On the allure of the out-of-town bookstore

While traveling, I tend to spend a good chunk of my time and money in bookstores. Looking at the books on the display at the indies is one of the best ways to take the pulse of the place. Also, the novels I pack are never the ones I’m in the mood to read, and booksellers tend to be pretty good at suggesting the kind of things I’ll want to do in town.

Although I only took a few books with me when I left town for the Mississippi sojourn recently, I returned with several armsful. If Mary of the fabulous Square Books hadn’t offered to put a big box in the mail, I might’ve had to choose between my new traveling library and all my summer clothes.

I wish I’d been able to spend more time at TurnRow Book Co (photo above). It’s a gorgeous but very comfortable shop that sits on the one cleaned-up street in downtown Greenwood, Mississippi. I got there a half-hour before closing, so my time was limited.

The space is all wood, open space, and chandeliers, and I was equal parts excited and bummed out to see signed copies of Pia Ehrhardt’s Famous Fathers on display.

Excited because I’ve been reading Pia for years, since long before we became friends. She was just some Internet writer then — the one most of the rest of us were in awe of. (That was before I gave up on short stories in favor of my novel, and I sent my first webzine submission — to Eyeshot — after discovering her work on the site.)

Bummed because the placard said her reading was scheduled for the week following, when I’d be back in New York. Pia writes sentences like “Bodies after sex don’t lie,” and I’d like to hear her read them.

Most of the literary offerings were upstairs. I decided on a copy of James Baldwin’s If Beale Street Could Talk, which I hadn’t read, and headed for a used book room that I forced myself to vacate after picking out just one book, The Writings of William James (Jessa’s recommendation).

TurnRow may be the only bookstore in the world to feature Malcolm Gladwell’s Blink: The Power of Thinking Without Thinking on a display table alongside The Purpose-Driven Life.

The theory behind the arrangement wasn’t immediately apparent. But while Rick Warren is an incontrovertible hack and feel-good huckster, I can’t say I was offended on Gladwell’s behalf.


- _Task statement_:
Exact copy, pictures excluded: write out every line below.

- _Records for this exercise_:
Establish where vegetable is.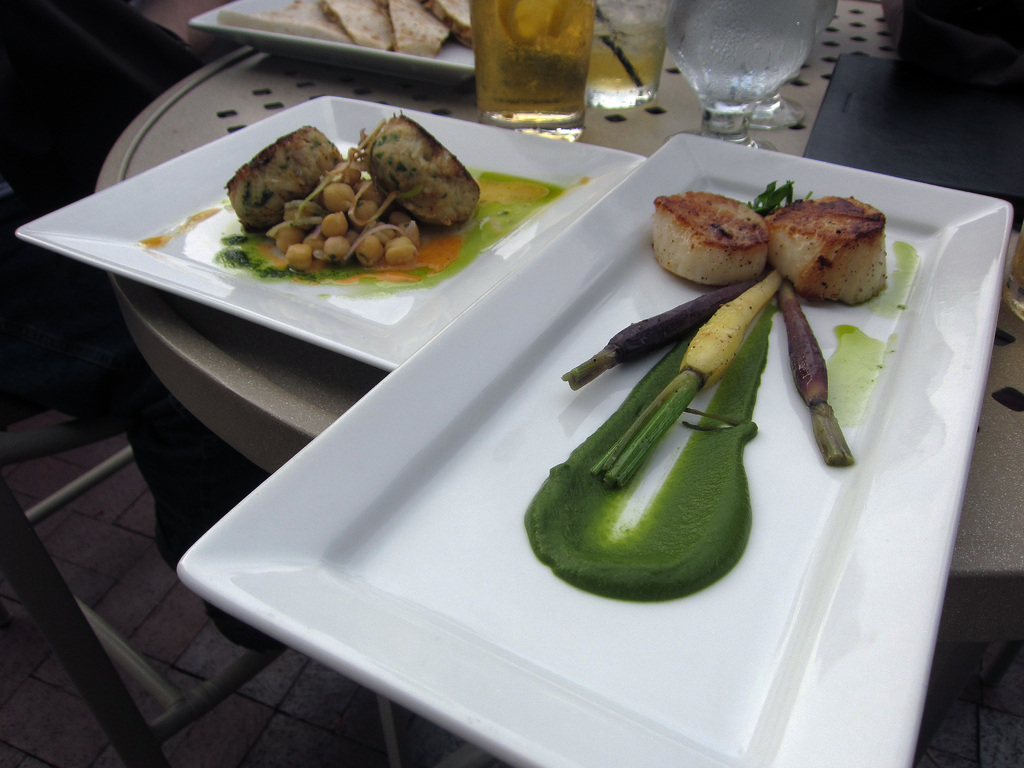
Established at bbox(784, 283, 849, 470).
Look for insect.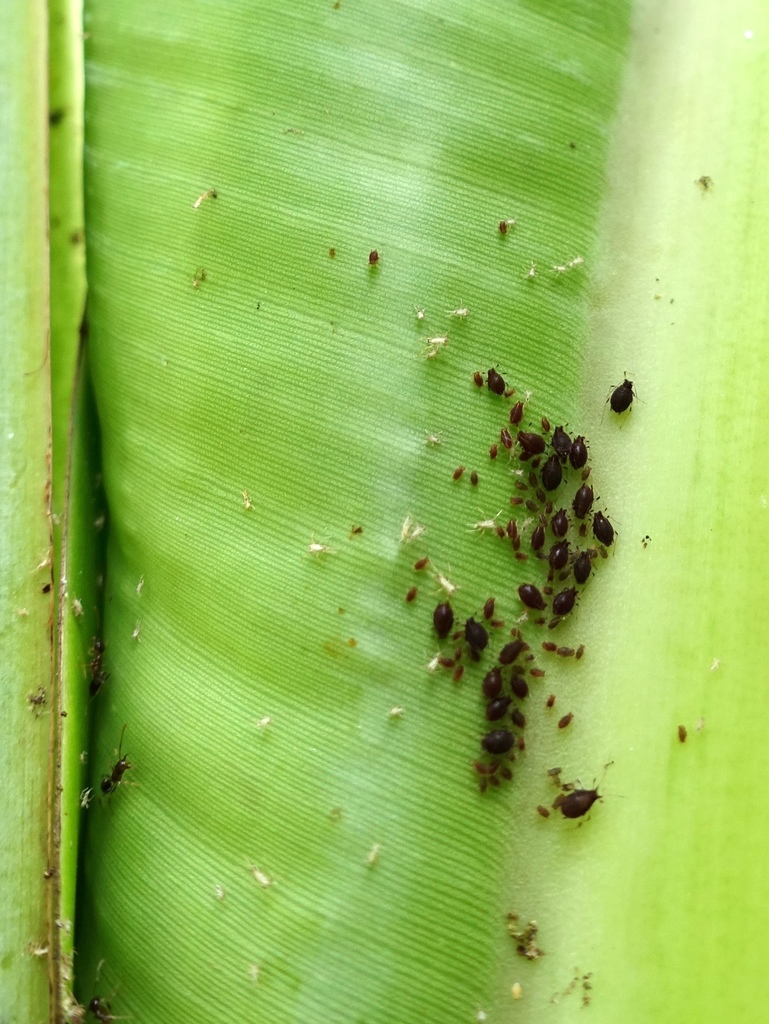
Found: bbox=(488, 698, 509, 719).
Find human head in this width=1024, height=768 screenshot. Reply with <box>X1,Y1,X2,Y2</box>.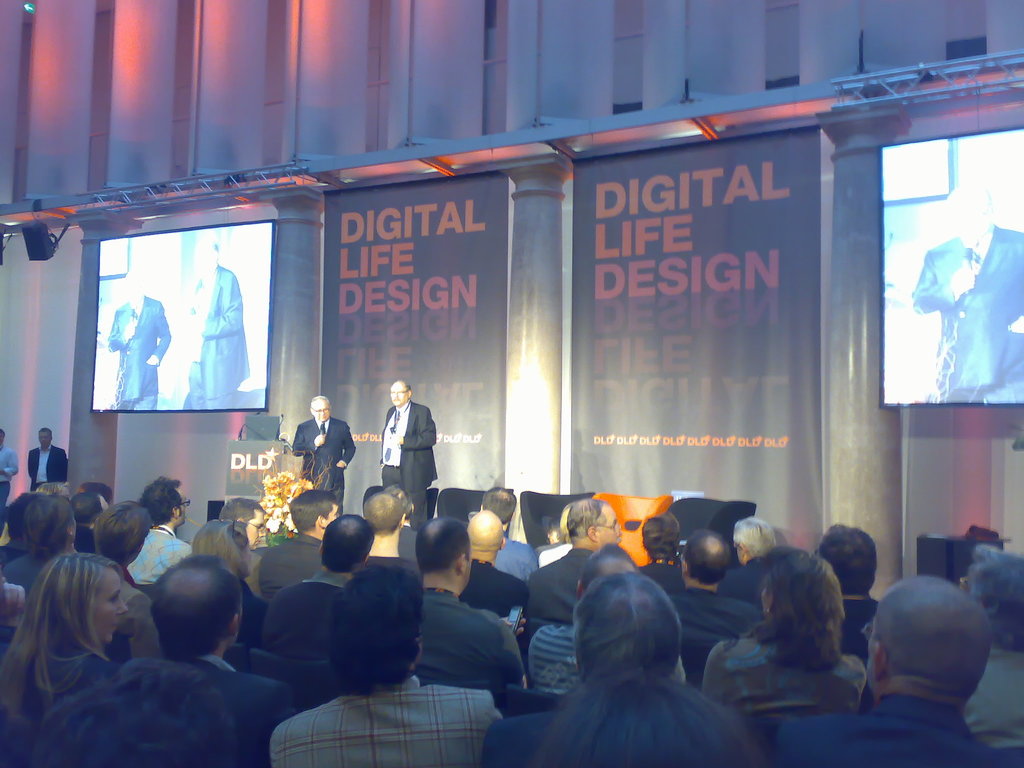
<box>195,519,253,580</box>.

- _Written reply_:
Establish where vegetable is.
Established at bbox(784, 283, 849, 470).
Look for insect.
Found: bbox=(488, 698, 509, 719).
Find human head in this width=1024, height=768 screenshot. Reply with <box>X1,Y1,X2,Y2</box>.
<box>195,519,253,580</box>.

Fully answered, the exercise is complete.